His eyes light up when he sees me, his mouth opening to speak, but I don’t want to talk to him. Not yet. Not ever. Although I realise that won’t be possible.
“Vatic!” he blurts, pushing past Drex and Boyd, heading straight for me.
I brace myself for a tirade of abuse. The man, apart from hating everything and everybody, had reserved a particular hatred for the Skilled, and especially for a Skilled named Vatic.
“Thank the gods!” he says.
I feel a sudden urge to straighten my back and to salute. Back in the day, following orders was important to me. That, and the concept of command. Thankfully, I grew up, like all the Skilled.
“This is Vatic!” he slurs, and I realise he’s drunk. “The finest Skilled I ever worked with. The fucker is a bona-fide marvel… if you can call his breed men.”
He laughs at what he thinks is a rather cleve
r witticism, but everyone remains silent, their eyes fixed on the body-blank lying on the floor. He sticks out a hand for me to shake.
Even though I hated who he was and what he stood for, Xev was also one of the most driven humans I’ve ever met. Why is he being friendly? This is not the Xev Tranth I once knew. Gone is his sense of unchallenged superiority. In its place is something reduced… lacking. I can’t pretend that I’m not pleased at this change. I disliked his methods and his ethics. He was one of those Company bastards that lied to me and the other Skilled. Convincing us that what we were doing in the war was right. I can’t fully blame him for everything. We were all complicit.
“I’ve seen something like this before,” I say, ignoring Xev’s outstretched hand and pointing at the body.
“What the fuck?” Xev blurts, noticing the lump of sallow, white flesh for the first time.
“This person was killed and injected with nanites designed to remove all ID markers,” I continue, speaking to everyone. “DNA, gender, race, facial features, teeth and stature have all been erased… nano-degenerated. Given enough time, it would’ve been totally broken down.”

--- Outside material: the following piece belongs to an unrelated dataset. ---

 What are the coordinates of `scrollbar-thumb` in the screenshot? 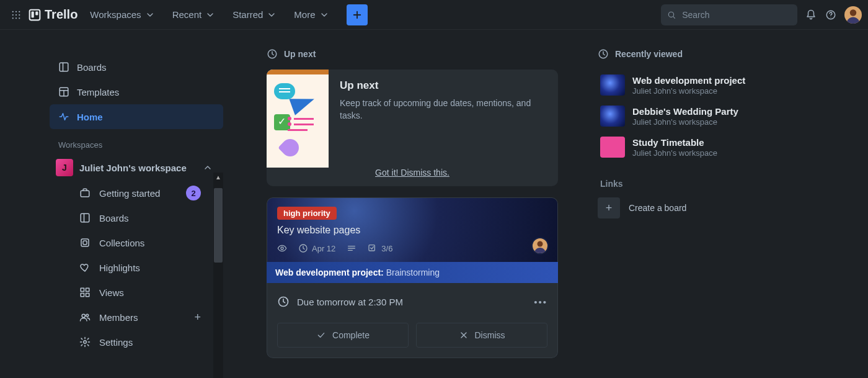 It's located at (218, 225).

Xev unceremoniously kicks at the body with his foot. “I ain’t seen one of these things since the war. Looks recent. But it could be up to three or four days old. Jeez!”
“And what makes you such an authority?” Klund asks.

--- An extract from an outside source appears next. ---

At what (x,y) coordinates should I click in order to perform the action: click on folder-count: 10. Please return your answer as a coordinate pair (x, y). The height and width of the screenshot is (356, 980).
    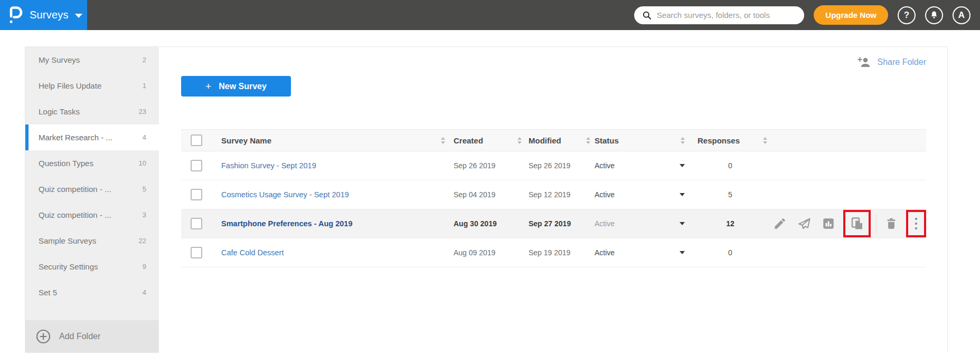
    Looking at the image, I should click on (143, 163).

Xev shrugs. “Like I said, it’s from the war. The temporary replacement tek the Company developed back then.”
“But why would someone do that?” Rooba asks, her doe eyes flicking between me and Xev, sensing the tension between us.
“That’s very simple, my pretty,” Xev replies, his voice full of malicious glee. “Someone on this ship has been replaced.” He winks at me. “Someone here isn’t who they say they are. Isn’t that right, Vatic?”
“WHAT DO you mean replaced?” says Hewlis. “I don’t get it.”